Evolution's windy road has led to large integrated nervous systems that produce self-awareness (atleast!) twice. How many other times has it emerged? How common is it? Perhaps the ingredients for consciousness aren't as rare as we thought.
III
I'll give you that Octopuses can seem smart, but are they conscious?
Until we have a measured, operational definition of how consciousness arises and what the ethereal term really is, one can't say for certain. But with that logic, you really can't say with much certainty that anyone is conscious except yourself. How can you be sure everyone around you isn't a philosophical zombie? In the meantime, we can make some educated conjectures as to what is required for consciousness and what forms of life meet those requirements.
What would the requirements for consciousness be? One likely candidate is that consciousness is a by-product of creating an internal model of the world. If we're modeling 'out there' we've inadvertently created an 'in here'. Simply reacting to a stimulus isn't enough. A worm can react to a stimulus and a tree grow toward sunlight without an internal representation of the world. But by creating an internal representation and coincidently creating a distinction between self and other, a canvas for consciousness is created. Octopuses appear to have such a canvas.
Now, the experience of being an octopus is likely different from what your everyday experience is like. Octopuses paint the canvas of consciousness with different colors and shapes than humans do. To see this more clearly, consider how an infant experiences the world. An infant has no object permanence, an underdeveloped memory, no internal dialogue because they haven't developed a language yet, literally can't comprehend disjunctive syllogisms, etc. The experience of being an infant is fundamentally different than that of an adult. The experience of being an octopus is no different. Depending on the features available (attention span, memory, sensorium, complex pattern recognition, etc.) a unique picture is painted on the canvas of consciousness that shapes what its experience is like.
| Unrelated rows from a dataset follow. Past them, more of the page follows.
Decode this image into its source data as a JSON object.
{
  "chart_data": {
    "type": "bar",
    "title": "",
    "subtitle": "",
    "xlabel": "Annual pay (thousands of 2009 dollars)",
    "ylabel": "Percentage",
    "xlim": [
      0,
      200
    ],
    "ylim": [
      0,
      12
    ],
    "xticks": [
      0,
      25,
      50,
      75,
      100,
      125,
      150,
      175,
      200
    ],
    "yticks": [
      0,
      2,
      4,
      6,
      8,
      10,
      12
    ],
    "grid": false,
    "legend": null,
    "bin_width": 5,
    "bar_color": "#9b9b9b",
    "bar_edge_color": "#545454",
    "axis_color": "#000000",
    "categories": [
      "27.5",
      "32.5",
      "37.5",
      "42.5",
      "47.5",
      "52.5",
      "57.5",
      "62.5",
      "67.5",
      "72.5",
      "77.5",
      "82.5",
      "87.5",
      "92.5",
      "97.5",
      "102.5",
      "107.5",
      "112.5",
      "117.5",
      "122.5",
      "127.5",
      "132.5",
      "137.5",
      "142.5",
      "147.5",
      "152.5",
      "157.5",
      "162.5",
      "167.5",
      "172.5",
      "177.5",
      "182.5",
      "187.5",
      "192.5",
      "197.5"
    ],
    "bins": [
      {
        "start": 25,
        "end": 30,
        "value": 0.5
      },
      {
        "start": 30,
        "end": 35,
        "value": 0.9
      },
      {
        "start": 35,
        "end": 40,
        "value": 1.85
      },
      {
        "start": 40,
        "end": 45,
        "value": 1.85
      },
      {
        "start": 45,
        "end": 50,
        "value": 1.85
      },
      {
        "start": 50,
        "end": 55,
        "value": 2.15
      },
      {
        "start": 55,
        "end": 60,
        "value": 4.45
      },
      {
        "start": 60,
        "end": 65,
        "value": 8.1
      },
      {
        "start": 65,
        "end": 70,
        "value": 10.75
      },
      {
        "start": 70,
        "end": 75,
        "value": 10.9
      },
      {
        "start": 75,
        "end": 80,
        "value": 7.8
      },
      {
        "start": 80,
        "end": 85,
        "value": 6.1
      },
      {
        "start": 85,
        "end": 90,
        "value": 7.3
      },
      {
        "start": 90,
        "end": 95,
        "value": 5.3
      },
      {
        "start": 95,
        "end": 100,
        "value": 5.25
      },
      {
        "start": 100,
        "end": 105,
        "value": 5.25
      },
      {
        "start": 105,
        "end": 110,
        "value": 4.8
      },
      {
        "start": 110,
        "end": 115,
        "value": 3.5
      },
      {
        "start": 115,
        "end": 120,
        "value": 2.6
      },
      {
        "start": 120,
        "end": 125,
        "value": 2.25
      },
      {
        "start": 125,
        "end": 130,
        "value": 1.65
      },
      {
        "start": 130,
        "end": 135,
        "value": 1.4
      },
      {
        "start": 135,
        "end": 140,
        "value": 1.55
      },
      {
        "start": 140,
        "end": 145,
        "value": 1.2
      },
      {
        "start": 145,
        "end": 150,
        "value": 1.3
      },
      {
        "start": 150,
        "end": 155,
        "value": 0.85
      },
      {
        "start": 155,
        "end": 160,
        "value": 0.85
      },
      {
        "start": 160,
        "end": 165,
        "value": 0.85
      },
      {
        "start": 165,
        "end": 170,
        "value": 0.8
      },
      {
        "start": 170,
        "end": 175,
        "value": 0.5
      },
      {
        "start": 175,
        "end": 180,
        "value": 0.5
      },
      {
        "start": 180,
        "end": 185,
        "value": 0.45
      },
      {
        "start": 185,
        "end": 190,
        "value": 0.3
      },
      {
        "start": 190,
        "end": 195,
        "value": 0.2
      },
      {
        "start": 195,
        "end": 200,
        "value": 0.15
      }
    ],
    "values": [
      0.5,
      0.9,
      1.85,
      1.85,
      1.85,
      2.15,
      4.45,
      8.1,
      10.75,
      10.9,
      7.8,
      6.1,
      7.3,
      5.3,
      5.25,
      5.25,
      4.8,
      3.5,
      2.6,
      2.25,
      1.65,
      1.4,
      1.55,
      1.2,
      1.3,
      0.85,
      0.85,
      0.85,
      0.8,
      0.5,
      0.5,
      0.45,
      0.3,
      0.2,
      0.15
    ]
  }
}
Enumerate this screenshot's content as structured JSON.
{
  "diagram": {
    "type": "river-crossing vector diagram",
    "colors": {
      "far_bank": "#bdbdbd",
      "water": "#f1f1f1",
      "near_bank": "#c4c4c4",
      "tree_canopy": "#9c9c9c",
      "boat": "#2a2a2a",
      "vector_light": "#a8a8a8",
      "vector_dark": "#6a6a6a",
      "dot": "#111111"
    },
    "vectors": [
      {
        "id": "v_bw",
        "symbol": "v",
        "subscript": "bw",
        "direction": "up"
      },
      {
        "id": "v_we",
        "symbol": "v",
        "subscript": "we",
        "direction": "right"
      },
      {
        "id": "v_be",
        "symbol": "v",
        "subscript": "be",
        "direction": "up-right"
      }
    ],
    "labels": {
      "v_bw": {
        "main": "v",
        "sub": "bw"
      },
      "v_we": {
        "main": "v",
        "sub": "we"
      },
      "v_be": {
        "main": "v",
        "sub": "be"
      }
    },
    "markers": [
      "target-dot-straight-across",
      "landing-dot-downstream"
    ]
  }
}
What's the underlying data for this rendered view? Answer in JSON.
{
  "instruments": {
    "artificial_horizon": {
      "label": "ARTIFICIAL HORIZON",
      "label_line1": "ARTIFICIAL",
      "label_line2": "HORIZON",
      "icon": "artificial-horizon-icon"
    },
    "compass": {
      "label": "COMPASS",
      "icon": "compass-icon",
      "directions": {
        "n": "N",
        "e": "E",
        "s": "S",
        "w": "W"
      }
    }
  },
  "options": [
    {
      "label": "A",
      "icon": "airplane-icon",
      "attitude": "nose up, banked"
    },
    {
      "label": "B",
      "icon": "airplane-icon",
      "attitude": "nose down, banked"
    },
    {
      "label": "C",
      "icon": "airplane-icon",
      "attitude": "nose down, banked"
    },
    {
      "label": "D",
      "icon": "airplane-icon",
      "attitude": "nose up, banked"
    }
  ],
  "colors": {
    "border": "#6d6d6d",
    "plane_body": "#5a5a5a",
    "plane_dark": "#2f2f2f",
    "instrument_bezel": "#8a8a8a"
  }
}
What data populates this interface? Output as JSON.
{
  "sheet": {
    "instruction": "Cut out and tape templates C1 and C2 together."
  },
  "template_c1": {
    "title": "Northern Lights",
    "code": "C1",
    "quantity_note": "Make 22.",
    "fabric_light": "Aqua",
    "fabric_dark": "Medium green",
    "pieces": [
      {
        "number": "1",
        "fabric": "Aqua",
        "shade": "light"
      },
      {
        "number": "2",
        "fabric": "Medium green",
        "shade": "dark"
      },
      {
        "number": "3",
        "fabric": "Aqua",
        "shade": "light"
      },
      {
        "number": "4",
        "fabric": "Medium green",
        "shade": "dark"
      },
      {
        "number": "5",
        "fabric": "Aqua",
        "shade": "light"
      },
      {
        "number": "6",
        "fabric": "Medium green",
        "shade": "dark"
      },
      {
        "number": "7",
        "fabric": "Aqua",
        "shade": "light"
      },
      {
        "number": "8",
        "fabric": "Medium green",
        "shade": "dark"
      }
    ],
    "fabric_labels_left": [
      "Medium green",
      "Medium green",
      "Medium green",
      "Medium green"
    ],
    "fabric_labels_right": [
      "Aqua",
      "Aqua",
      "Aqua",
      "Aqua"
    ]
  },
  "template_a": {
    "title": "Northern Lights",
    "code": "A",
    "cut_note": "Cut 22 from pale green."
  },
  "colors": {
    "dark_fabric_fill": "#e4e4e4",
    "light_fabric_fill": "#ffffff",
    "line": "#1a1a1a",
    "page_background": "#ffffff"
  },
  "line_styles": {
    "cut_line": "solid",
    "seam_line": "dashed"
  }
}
We can idolize our 'version' and try to reserve the word conscious for a 'human-like' experience, but that is a word game. It seems there are plenty of other forms of experience painted on the canvas of consciousness that are different than the one you occupy now. Likely, you will go through more than one of these throughout your life whether due to age or drug use (and yes, alcohol is a drug). Similarly, octopuses have a consciousness that is distinctive from ours but conscious none-the-less.
So cephalopods, like the octopus, give us a clue about the inside of consciousness's black-box because they appear to be an example of consciousness arising a second time in the tree of life, independent of our vertebrate lineage. As fascinating as this is, the black-box of consciousness is still largely unilluminated. We don't have an answer to the Hard Problem - that is, why does a subjective experience arise in the first place? Can't world modeling, cognition, etc. all be done 'in the dark'? I think we'll get closer to that answer as we find more instances of consciousness emergence like in our octopus tree-of-life cousins. As we do so, we'll better map the landscape of the 'types' of consciousness. And maybe eventually we'll stumble across a type of consciousness that is not from an independent branch of our tree-of-life, but from an entirely independent tree.